Does a one way version of Coercible exist? For example if I have
newtype Prime = MkUnsafePrime Int
mkPrime :: Int -> Maybe Prime
Then I want something like instance CoercibleOneWay Prime Int with coerceOneWay :: CoercibleOneWay a b -> a -> b. With Coercible I either get both directions (if the constructor is in scope) or neither direction (if it’s not). Surely we can do better. Has anyone done something like that yet?
I think that’s what witch is all about. For converting primes to ints you could make an instance From Int Prime, and it also has a TryFrom class that you could create a TryFrom Prime Int instance for.
Sure, but the problem in this case is that I can’t bring the Coercible instance into scope (i.e. I can’t export the constructor) because that’s unsafe. It’s not valid to coerce from an Int to a Prime!
My question is whether there exists a more refined notion of Coercible that only works in one direction.

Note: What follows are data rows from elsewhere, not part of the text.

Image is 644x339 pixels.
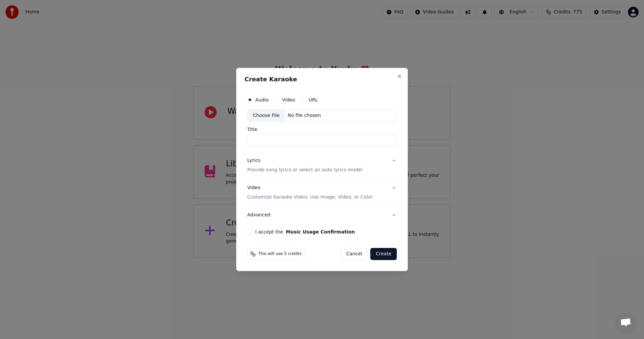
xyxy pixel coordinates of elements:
[247,109,285,121] div: Choose File
[255,97,269,102] label: Audio
[258,251,302,257] span: This will use 5 credits
[247,127,397,132] label: Title
[370,247,397,260] button: Create
[255,230,355,234] label: I accept the
[247,167,362,174] p: Provide song lyrics or select an auto lyrics model
[247,206,397,223] button: Advanced
[247,184,373,201] div: Video
[247,194,373,200] p: Customize Karaoke Video: Use Image, Video, or Color
[341,247,368,260] button: Cancel
[247,179,397,206] button: VideoCustomize Karaoke Video: Use Image, Video, or Color
[286,230,355,234] button: I accept the
[285,112,324,119] div: No file chosen
[308,97,318,102] label: URL
[282,97,295,102] label: Video
[245,76,399,82] h2: Create Karaoke
[247,158,260,164] div: Lyrics
[247,152,397,179] button: LyricsProvide song lyrics or select an auto lyrics model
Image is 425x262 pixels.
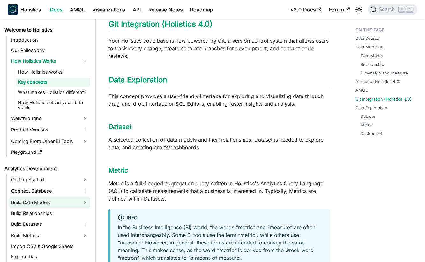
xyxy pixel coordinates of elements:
[9,136,90,147] a: Coming From Other BI Tools
[377,7,399,12] span: Search
[16,88,90,97] a: What makes Holistics different?
[355,96,411,102] a: Git Integration (Holistics 4.0)
[108,92,330,108] p: This concept provides a user-friendly interface for exploring and visualizing data through drag-a...
[8,4,41,15] a: HolisticsHolistics
[355,79,400,85] a: As-code (Holistics 4.0)
[354,4,364,15] button: Switch between dark and light mode (currently light mode)
[20,6,41,13] b: Holistics
[9,253,90,261] a: Explore Data
[398,6,405,12] kbd: ⌘
[186,4,217,15] a: Roadmap
[144,4,186,15] a: Release Notes
[108,167,128,174] a: Metric
[108,136,330,151] p: A selected collection of data models and their relationships. Dataset is needed to explore data, ...
[88,4,129,15] a: Visualizations
[355,44,383,50] a: Data Modeling
[9,209,90,218] a: Build Relationships
[9,219,90,230] a: Build Datasets
[325,4,353,15] a: Forum
[118,214,322,223] div: info
[9,148,90,157] a: Playground
[108,123,132,131] a: Dataset
[9,114,90,124] a: Walkthroughs
[108,19,212,29] a: Git Integration (Holistics 4.0)
[16,68,90,77] a: How Holistics works
[9,198,90,208] a: Build Data Models
[9,125,90,135] a: Product Versions
[9,242,90,251] a: Import CSV & Google Sheets
[368,4,417,15] button: Search (Command+K)
[129,4,144,15] a: API
[355,35,379,41] a: Data Source
[108,37,330,60] p: Your Holistics code base is now powered by Git, a version control system that allows users to tra...
[16,98,90,112] a: How Holistics fits in your data stack
[46,4,66,15] a: Docs
[9,46,90,55] a: Our Philosophy
[3,26,90,34] a: Welcome to Holistics
[360,122,372,128] a: Metric
[9,36,90,45] a: Introduction
[287,4,325,15] a: v3.0 Docs
[355,87,367,93] a: AMQL
[9,231,90,241] a: Build Metrics
[9,175,90,185] a: Getting Started
[118,224,322,262] p: In the Business Intelligence (BI) world, the words “metric” and “measure” are often used intercha...
[108,75,167,84] a: Data Exploration
[3,165,90,173] a: Analytics Development
[360,131,382,137] a: Dashboard
[406,6,413,12] kbd: K
[66,4,88,15] a: AMQL
[9,186,90,196] a: Connect Database
[360,70,408,76] a: Dimension and Measure
[108,180,330,203] p: Metric is a full-fledged aggregation query written in Holistics's Analytics Query Language (AQL) ...
[8,4,18,15] img: Holistics
[9,56,90,66] a: How Holistics Works
[355,105,387,111] a: Data Exploration
[360,62,384,68] a: Relationship
[360,53,382,59] a: Data Model
[16,78,90,87] a: Key concepts
[360,114,375,120] a: Dataset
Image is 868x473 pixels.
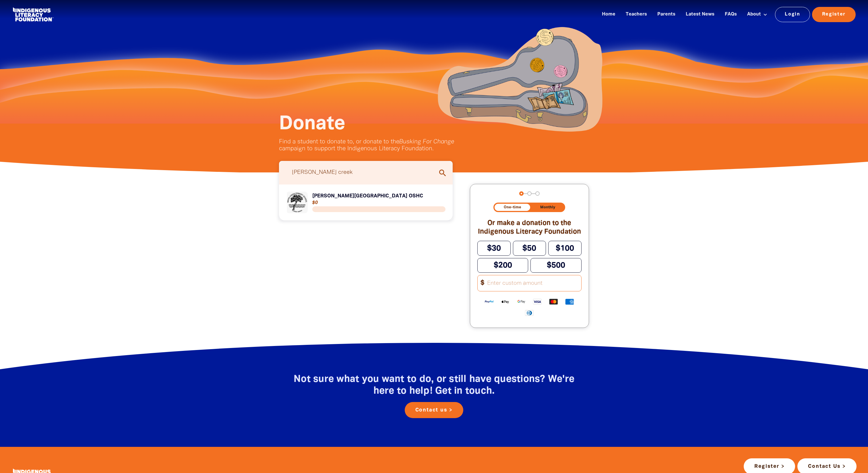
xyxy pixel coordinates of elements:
input: Enter custom amount [483,276,581,291]
button: Navigate to step 2 of 3 to enter your details [527,192,531,196]
a: Teachers [622,10,650,19]
a: Home [599,10,618,19]
span: $100 [555,245,574,252]
a: Parents [653,10,679,19]
div: Paginated content [286,192,445,213]
button: Monthly [531,203,564,211]
em: Busking For Change [399,139,454,144]
span: $50 [522,245,536,252]
i: search [438,168,447,178]
p: Find a student to donate to, or donate to the campaign to support the Indigenous Literacy Foundat... [279,139,480,152]
span: One-time [503,205,521,209]
span: $ [478,277,484,289]
a: About [744,10,770,19]
button: $30 [478,241,511,256]
a: Latest News [682,10,718,19]
span: Monthly [540,205,555,209]
div: Donation frequency [493,202,565,212]
img: Mastercard logo [546,298,561,305]
span: $200 [493,261,512,269]
a: FAQs [721,10,740,19]
span: Not sure what you want to do, or still have questions? We're here to help! Get in touch. [293,375,575,396]
h2: Or make a donation to the Indigenous Literacy Foundation [478,219,581,236]
button: Navigate to step 3 of 3 to enter your payment details [535,192,540,196]
a: Register [812,7,856,22]
a: Login [774,7,810,22]
img: Paypal logo [481,298,497,305]
button: $200 [478,258,528,272]
button: One-time [494,203,530,211]
span: $30 [487,245,501,252]
a: Contact us > [405,402,463,418]
button: $500 [531,258,581,272]
span: Donate [279,115,345,133]
span: $500 [546,261,565,269]
button: Navigate to step 1 of 3 to enter your donation amount [519,192,523,196]
img: Visa logo [529,298,546,305]
button: $50 [512,241,546,256]
img: Google Pay logo [513,298,529,305]
button: $100 [548,241,581,256]
img: Apple Pay logo [497,298,513,305]
img: American Express logo [561,298,577,305]
div: Available payment methods [478,294,581,320]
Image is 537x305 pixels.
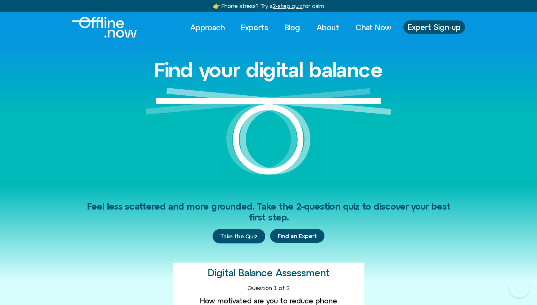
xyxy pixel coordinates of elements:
[72,17,126,38] div: Logo
[310,20,345,34] a: About
[270,229,324,244] div: Find an Expert
[213,3,324,9] a: 👉 Phone stress? Try a2-step quizfor calm
[208,268,329,279] h2: Digital Balance Assessment
[508,277,529,298] iframe: Botpress
[279,20,306,34] a: Blog
[146,88,391,185] img: Graphic of a white circle with a white line balancing on top to represent balance.
[272,3,302,9] u: 2-step quiz
[212,229,265,244] a: Take the Quiz
[154,59,383,81] h1: Find your digital balance
[270,229,324,243] a: Find an Expert
[278,233,317,240] span: Find an Expert
[220,233,257,240] span: Take the Quiz
[184,20,230,34] a: Approach
[178,285,359,292] div: Question 1 of 2
[87,202,450,223] span: Feel less scattered and more grounded. Take the 2-question quiz to discover your best first step.
[184,20,397,34] nav: Menu
[72,17,137,38] img: Offline.Now logo in white. Text of the words offline.now with a line going through the "O"
[403,20,465,34] a: Expert Sign-up
[349,20,397,34] a: Chat Now
[235,20,274,34] a: Experts
[408,23,460,31] span: Expert Sign-up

When I want to constrain coerce, I usually resort to an auxiliary type family to guide the conversion. But I’m unsure about how to do it for newtypes in general
Exporting a function to do the conversion is not enough to be zero cost, regardless of whether its inlined, because you don’t want to just be able convert a single Prime to an Int, but containers of Primes to a containers of Ints, functions returning containers of Primes to functions returning containers of Ints etc. . That’s the point of Coercible.
I think it’s a perfectly sensible feature request, but doing it “properly” would require a nontrivial amount of surgery to Core’s coercion system and GHC’s constraint solver (basically removing the symmetry constructor and making sure that all proof rules have symmetric forms where appropriate). One could of course experiment with doing it in a type-checker plugin.
Thanks Adam, that’s very helpful. I can get a long way at the library level by wrapping Coercible but ultimately I’ll need to deduce (Sub a' a, Sub b b') => Sub (D a b) (D a' b') for things like data D a b = D (a -> b), so I suspect I will eventually need compiler support (maybe TH would be good enough).
One-way coercibles would also be useful for modelling the subtype relationship between UnliftedType and Type. The way data-elevator is unsafe (also) because GHC is free to move around coercions, which it wouldn’t if they were unidirectional.
That’s a really cool library! And likely to help with the OP as well. But it doesn’t really help with my use case above because the coercion is heterogenous, i.e., it goes from one levity to another (nasty stuff).